Public key — Usually in OpenSSH format (ssh-rsa ... or ssh-ed25519 ...). Add this to ~/.ssh/authorized_keys on servers or to GitHub/GitLab.

text
# OpenSSH public key format
ssh-ed25519 AAAAC3NzaC1lZDI1NTE5AAAAIIm8Ij... user@hostname

# PKCS#8 private key format (PEM)
-----BEGIN PRIVATE KEY-----
MIIEvgIBADANBgkqhkiG9w0BAQEFAASCBKgwggSkAgEAAoIBAQCx...
-----END PRIVATE KEY-----

Using your generated SSH key

1. Download the private key and save it to ~/.ssh/id_ed25519 (or id_rsa for RSA). 2. Set permissions: chmod 600 ~/.ssh/id_ed25519 (private key must not be world-readable). 3. Add the public key to your server's ~/.ssh/authorized_keys or GitHub/GitLab account. 4. Test the connection: ssh -i ~/.ssh/id_ed25519 user@host.

If using Git with SSH, configure your Git client to use the key: git config core.sshCommand "ssh -i ~/.ssh/id_ed25519".
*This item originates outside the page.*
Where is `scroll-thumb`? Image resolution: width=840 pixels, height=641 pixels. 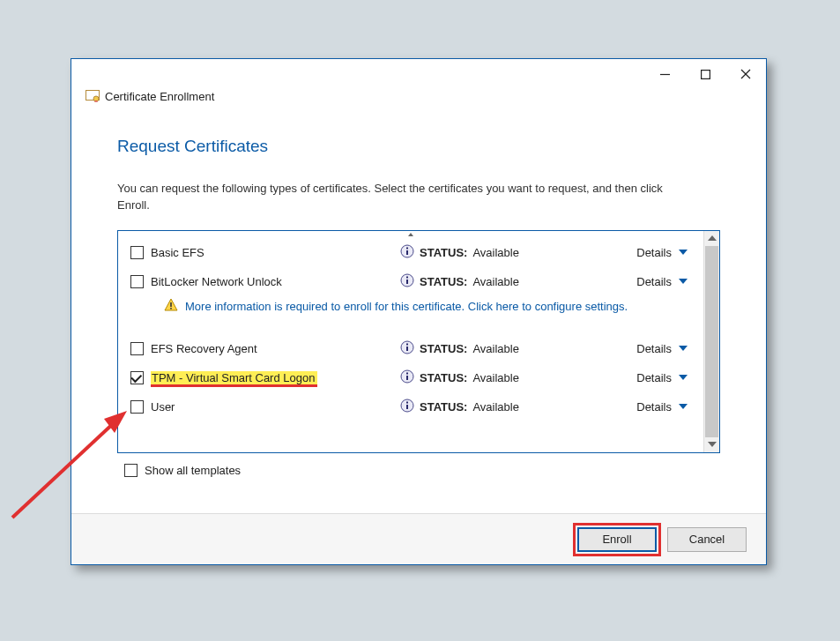
scroll-thumb is located at coordinates (712, 342).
Security: protecting your private key

Your private key is like a password — never share it, never commit it to version control, never store it in the cloud. Keep it on your local machine with filesystem permissions (chmod 600) restricting access.

If you suspect a private key has been compromised, regenerate it and update the public key on all servers and platforms that use it.

Frequently asked questions

Can I use a password-protected SSH key?

Yes. When generating a key locally with ssh-keygen, you can set a passphrase. The key generator online does not support passphrases yet — protect the downloaded file with your OS file system security.

What if I lose my private key?

Regenerate a new key pair and update the public key on all servers/platforms. The old private key becomes useless.

Can I use the same SSH key on multiple servers?

Yes, add the same public key to authorized_keys on all servers. Using the same key across multiple systems is fine.

Is it safe to generate SSH keys in a browser?

Yes, if the generator runs locally in the browser with no server upload. MyDevTools SSH Key Generator is client-side only.

Try SSH / RSA Key Generator for free

Generate Ed25519 or RSA key pairs (2048/4096-bit) in your browser. Download private key (PKCS#8 PEM) and public key in OpenSSH and SPKI PEM formats. Nothing is uploaded. No install, no account required to try it.